During Brown’s first tenure as governor in the 1970s and 1980s, he helped rewrite electricity regulations so power companies were rewarded for how much energy they save rather than how much they produce. He pushed for solar power, argued for laws to combat smog, curbed tax breaks for oil companies and battled off-shore drilling.
Former California Gov. Arnold Schwarzenegger, a Republican, in 2006 signed into law the nation’s most comprehensive greenhouse gas emissions law. It set up cap-and-trade rules that let businesses buy pollution credits from companies that reduce emissions.

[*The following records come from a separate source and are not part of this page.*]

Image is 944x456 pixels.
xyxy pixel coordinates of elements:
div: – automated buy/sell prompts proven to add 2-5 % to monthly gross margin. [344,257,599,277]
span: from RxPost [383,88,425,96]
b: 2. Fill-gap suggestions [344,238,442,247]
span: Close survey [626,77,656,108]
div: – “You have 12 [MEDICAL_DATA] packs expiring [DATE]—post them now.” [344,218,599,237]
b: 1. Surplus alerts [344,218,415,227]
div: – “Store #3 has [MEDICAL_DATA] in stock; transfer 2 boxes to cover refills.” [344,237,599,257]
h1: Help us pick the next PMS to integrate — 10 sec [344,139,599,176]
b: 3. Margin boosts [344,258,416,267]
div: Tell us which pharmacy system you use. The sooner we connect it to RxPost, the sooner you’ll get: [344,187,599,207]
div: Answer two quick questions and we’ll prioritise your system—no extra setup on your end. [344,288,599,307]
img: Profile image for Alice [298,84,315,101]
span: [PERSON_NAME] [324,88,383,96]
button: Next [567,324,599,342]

“If the rest of the country had our policies in California, it would be equivalent to retiring two-thirds of America’s coal-fired power plants or taking 188 million cars off the road,” Schwarzenegger told participants at a conference on climate change in Sacramento on Sept. 8.
Climate negotiations
California in 2002 became the first to require carmakers to produce vehicles that emit less carbon dioxide beginning with 2009 models. The federal government followed with similar standards in 2012.

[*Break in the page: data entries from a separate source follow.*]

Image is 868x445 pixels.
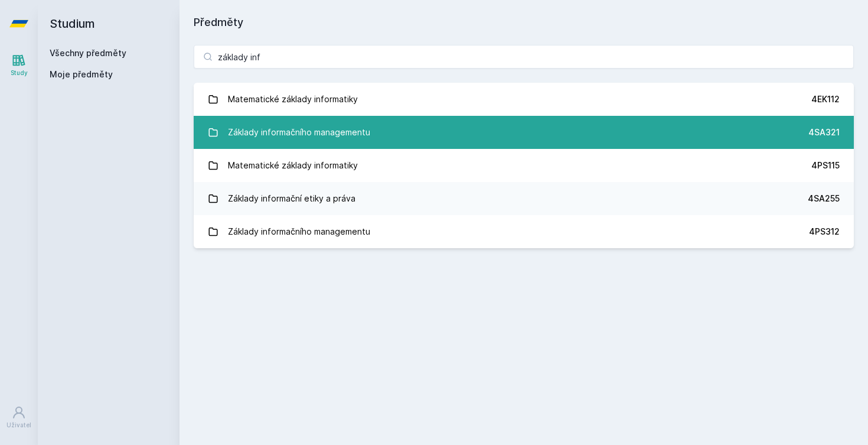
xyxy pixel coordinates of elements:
[50,69,113,80] span: Moje předměty
[194,116,854,149] a: Základy informačního managementu 4SA321
[811,159,840,171] div: 4PS115
[811,94,840,105] div: 4EK112
[2,47,35,83] a: Study
[808,126,840,138] div: 4SA321
[2,399,35,435] a: Uživatel
[194,182,854,215] a: Základy informační etiky a práva 4SA255
[50,48,126,58] a: Všechny předměty
[228,87,358,111] div: Matematické základy informatiky
[194,215,854,248] a: Základy informačního managementu 4PS312
[228,186,355,210] div: Základy informační etiky a práva
[10,69,28,78] div: Study
[228,121,370,144] div: Základy informačního managementu
[194,149,854,182] a: Matematické základy informatiky 4PS115
[194,82,854,116] a: Matematické základy informatiky 4EK112
[808,193,840,204] div: 4SA255
[194,45,854,69] input: Název nebo ident předmětu…
[809,226,840,238] div: 4PS312
[194,14,854,30] h1: Předměty
[228,220,370,243] div: Základy informačního managementu
[6,420,31,430] div: Uživatel
[228,154,358,177] div: Matematické základy informatiky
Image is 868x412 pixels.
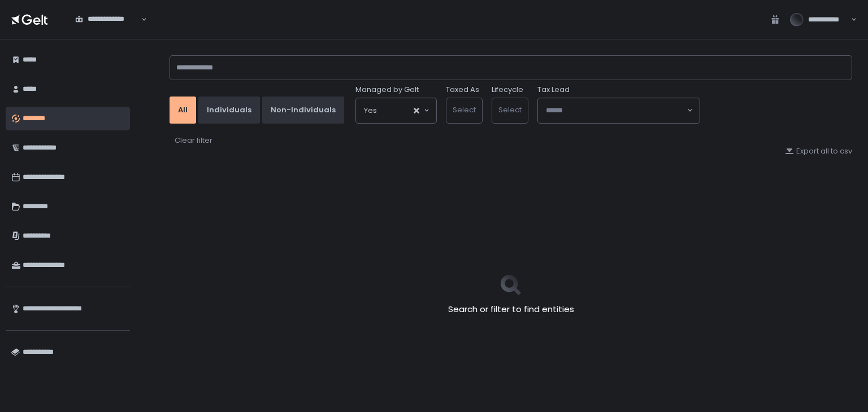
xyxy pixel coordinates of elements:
[546,105,686,117] input: Search for option
[271,105,336,115] div: Non-Individuals
[178,105,188,115] div: All
[785,146,852,156] button: Export all to csv
[174,135,212,145] div: Clear filter
[538,98,699,123] div: Search for option
[355,84,419,95] span: Managed by Gelt
[498,105,521,115] span: Select
[446,84,479,95] label: Taxed As
[538,84,570,95] span: Tax Lead
[198,96,260,124] button: Individuals
[377,105,412,117] input: Search for option
[68,8,147,31] div: Search for option
[448,303,574,316] h2: Search or filter to find entities
[262,96,344,124] button: Non-Individuals
[491,84,523,95] label: Lifecycle
[452,105,476,115] span: Select
[364,105,377,117] span: Yes
[206,105,251,115] div: Individuals
[174,135,213,146] button: Clear filter
[356,98,436,123] div: Search for option
[414,108,419,113] button: Clear Selected
[75,24,140,36] input: Search for option
[170,96,196,124] button: All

Zero-emission vehicles include battery-electric vehicles, plug-in hybrid-electric vehicles, and hydrogen fuel-cell-electric vehicles, technologies that can be used in passenger cars, trucks and transit buses.
The aim of the UN summit, Secretary General Ban Ki-moon said, is to gather momentum for climate negotiations that are set to conclude at a meeting in Paris next December. The goal is to curb the release of carbon dioxide and other warming gases so that average global temperatures don’t rise more than 2 degrees Celsius.
In a report Monday, scientists said carbon dioxide emissions from burning fossil fuel are set to rise 2.5 percent this year to a record 40 billion tons.
The Brown administration’s recent efforts at boosting the infrastructure for supporting hydrogen-fueled vehicles has encouraged companies including Japan’s Toyota Motor Corp. to develop them, said John Hanson, a spokesman for the world’s biggest automaker.
“This is yet another clear example of their dedication toward establishing California as the leader in advanced clean-air technology,” he said in a telephone interview.